Luc’s hands clenched. He barely held back the urge to smash his father’s face in. ‘Remedial massage,’ he bit out. ‘A natural offshoot from the physiotherapy course she was doing at university when I knew her—a course she didn’t—couldn’t—complete with neither the money nor support needed to go the distance. So the evidence—the evidence, Dad!—is all against your having paid her off with anything more than the thousand dollars Skye claims.’
His father bristled with offended dignity. ‘You doubt my word?’
‘I have every reason to doubt your word where Skye Sumner is concerned,’ Luc fired at him point-blank, not giving a millimetre.
His father’s chin lifted aggressively. ‘I can prove the money was given. And more to come.’
‘Then start proving it!’
‘The papers are at my solicitor’s office.’
‘Call your solicitor. Get him to bring the papers here. Show them to me…before you have the chance to cook up more lies behind my back.’
For several tense moments the air between them was charged with Maurizio Peretti’s fierce pride and Luc’s explosive mistrust—a mistrust that Maurizio finally realised could destroy everything between them. He reached for the telephone and began dialling.

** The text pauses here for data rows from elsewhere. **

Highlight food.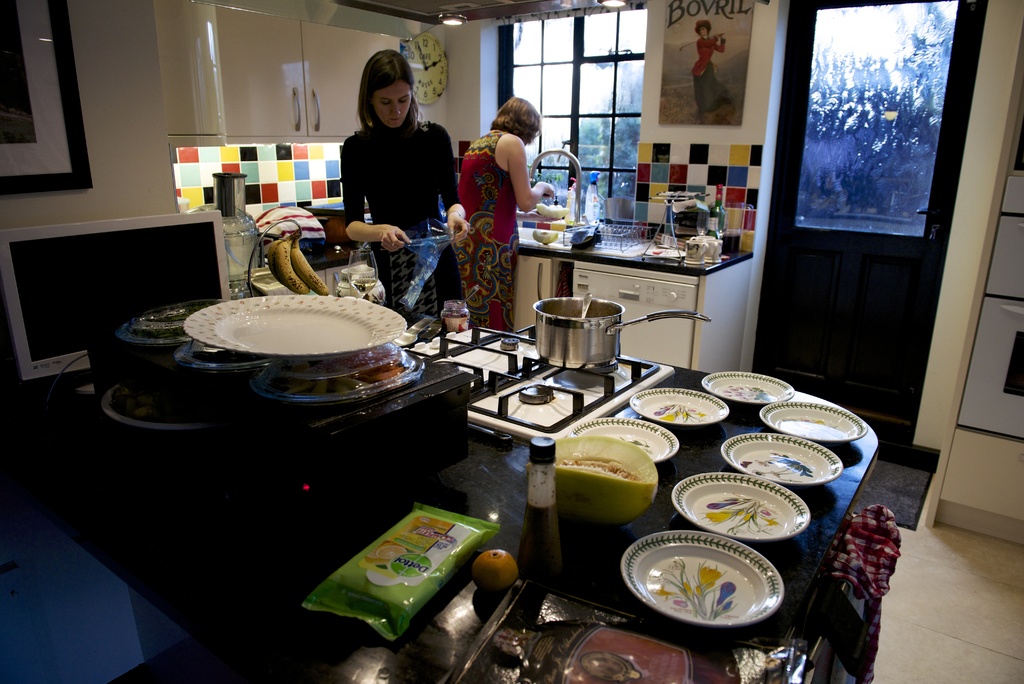
Highlighted region: x1=291, y1=241, x2=331, y2=297.
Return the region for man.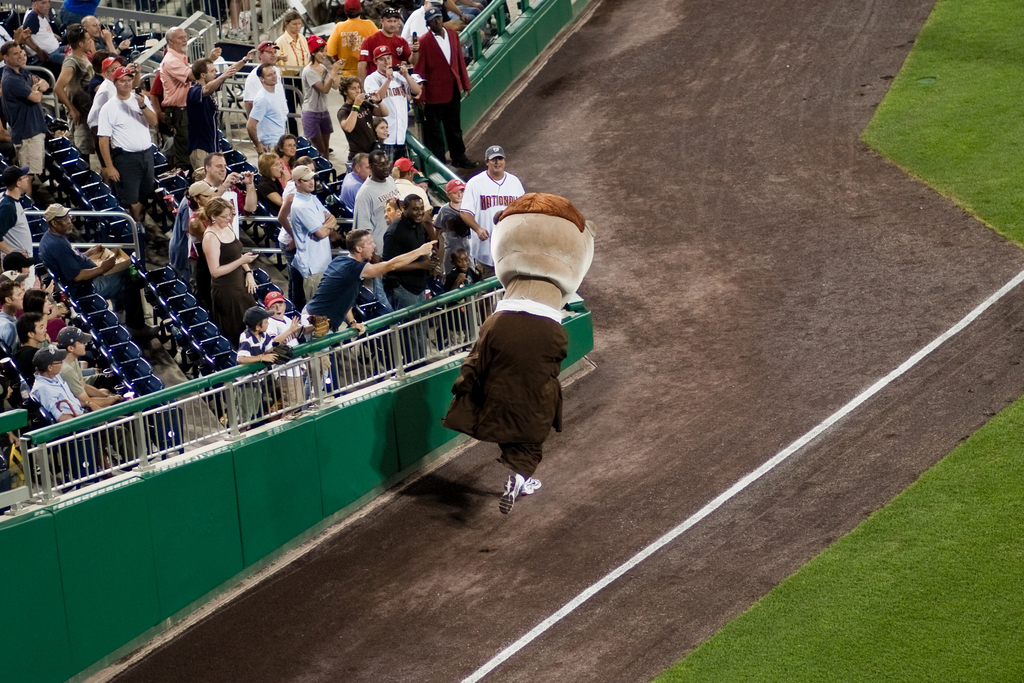
292, 165, 340, 306.
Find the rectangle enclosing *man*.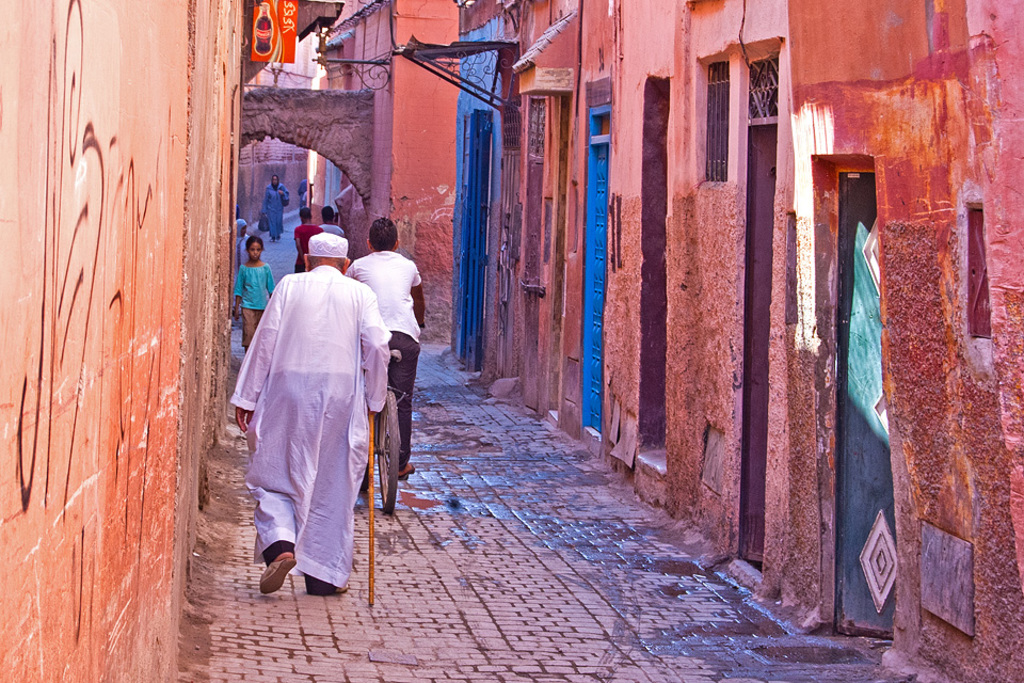
box=[316, 201, 347, 239].
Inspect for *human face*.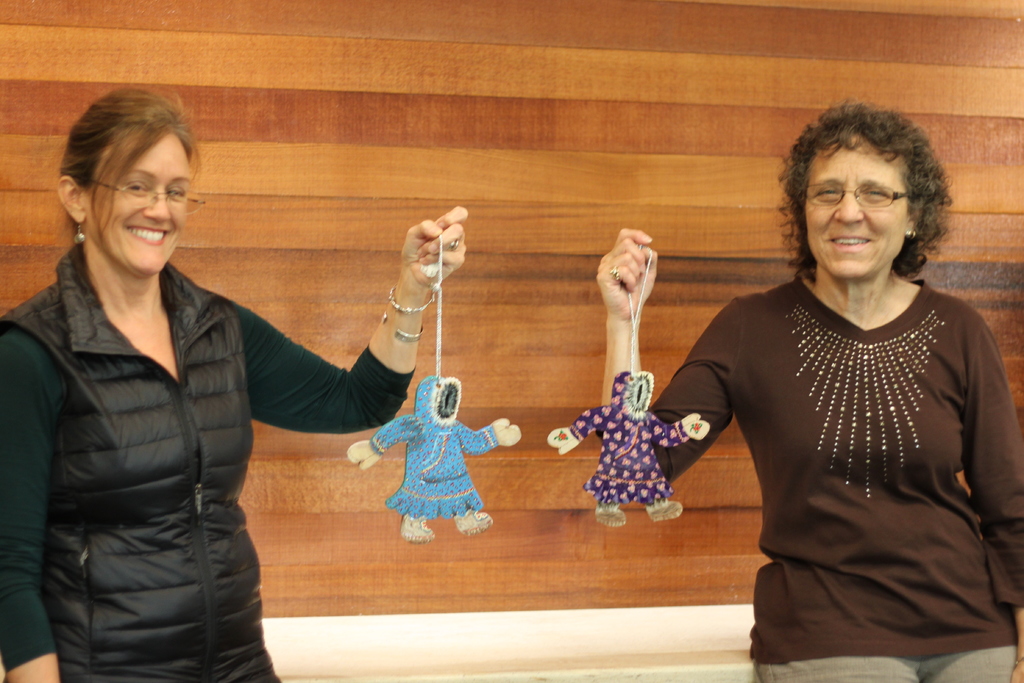
Inspection: region(803, 128, 924, 278).
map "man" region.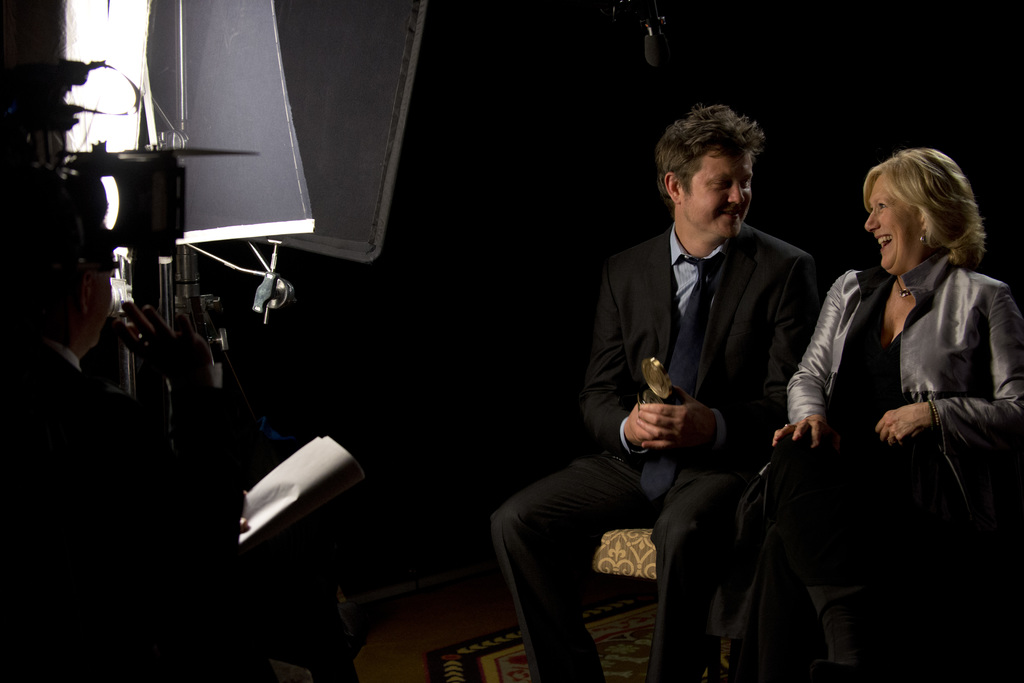
Mapped to [519, 110, 877, 670].
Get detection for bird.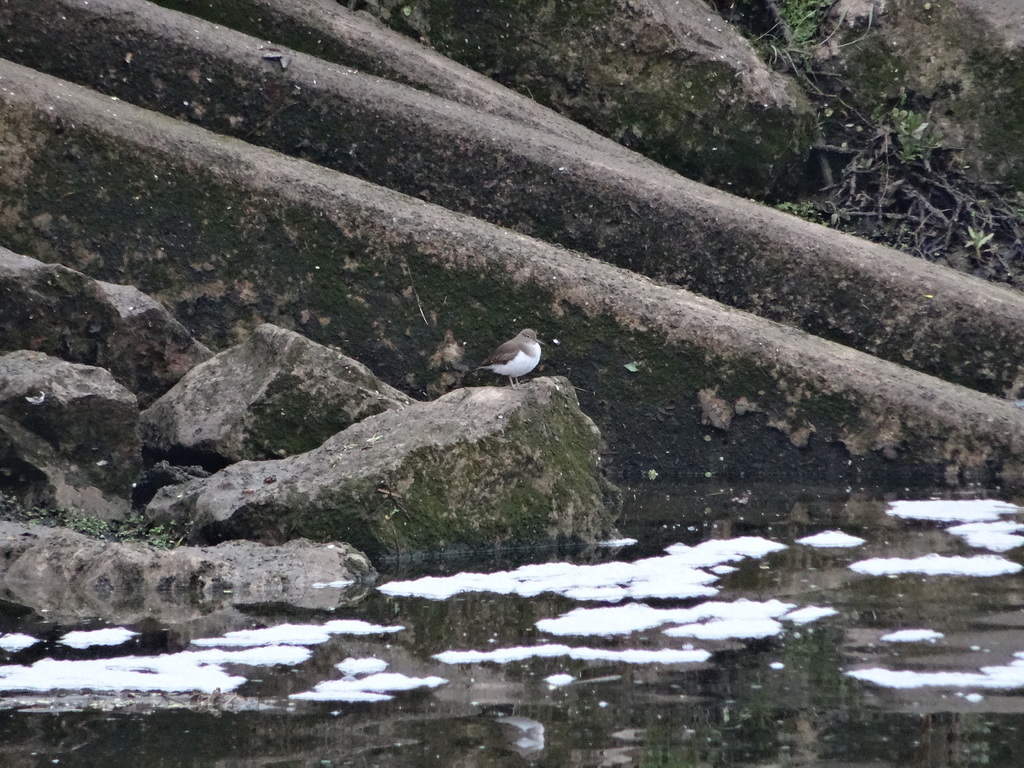
Detection: select_region(471, 319, 555, 387).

Needing to put a cooling distance between himself and his father, Luc moved over to one of the tall, narrow, lancet windows which gave a limited view of the east garden. Limited views was not only a problem with the old-fashioned architecture of this house. The limited view his father had of Skye Sumner was deeply offensive to him, especially since she’d been innocent of the damning sins manufactured against her. He wasn’t sure he could ever forgive his father for that. If the solicitor couldn’t bring proof of some caring…
‘John, I’m sorry to break in on your evening but this is an emergency. I need the Skye Sumner file and I need it now.’

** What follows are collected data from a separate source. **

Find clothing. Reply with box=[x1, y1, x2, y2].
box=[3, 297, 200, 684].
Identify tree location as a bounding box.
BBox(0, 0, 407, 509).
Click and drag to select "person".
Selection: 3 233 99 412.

Silence while the other man spoke.
‘Yes,’ his father replied tersely. ‘I’m at home. Bring it here as soon as you can.’
End of conversation.
Luc didn’t turn around. He had nothing more to say to his father at this point and the tension inside him needed some calming. Seeing Skye in the flesh today, being in touchable distance of her… it wasn’t only his son he wanted. Had he ever stopped wanting her?
It had driven him mad, seeing her with Roberto in the photos, thinking of her giving his brother what he’d believed was all his, only his, the gift of herself in loving abandonment. Somehow he had to persuade her she could trust him with that gift again. Somehow…
‘A trust fund was set up for the child’s support and education,’ his father stated, the leather of his chair creaking as he resumed his seat behind the desk to wait for the solicitor’s arrival.
If that was true, there could not have been an instruction to abort the child. Not from his father. Yet Luc would not disbelieve Skye. So where had the instruction come from? Had one of his father’s underlings decided that cutting corners would be the best result for his boss?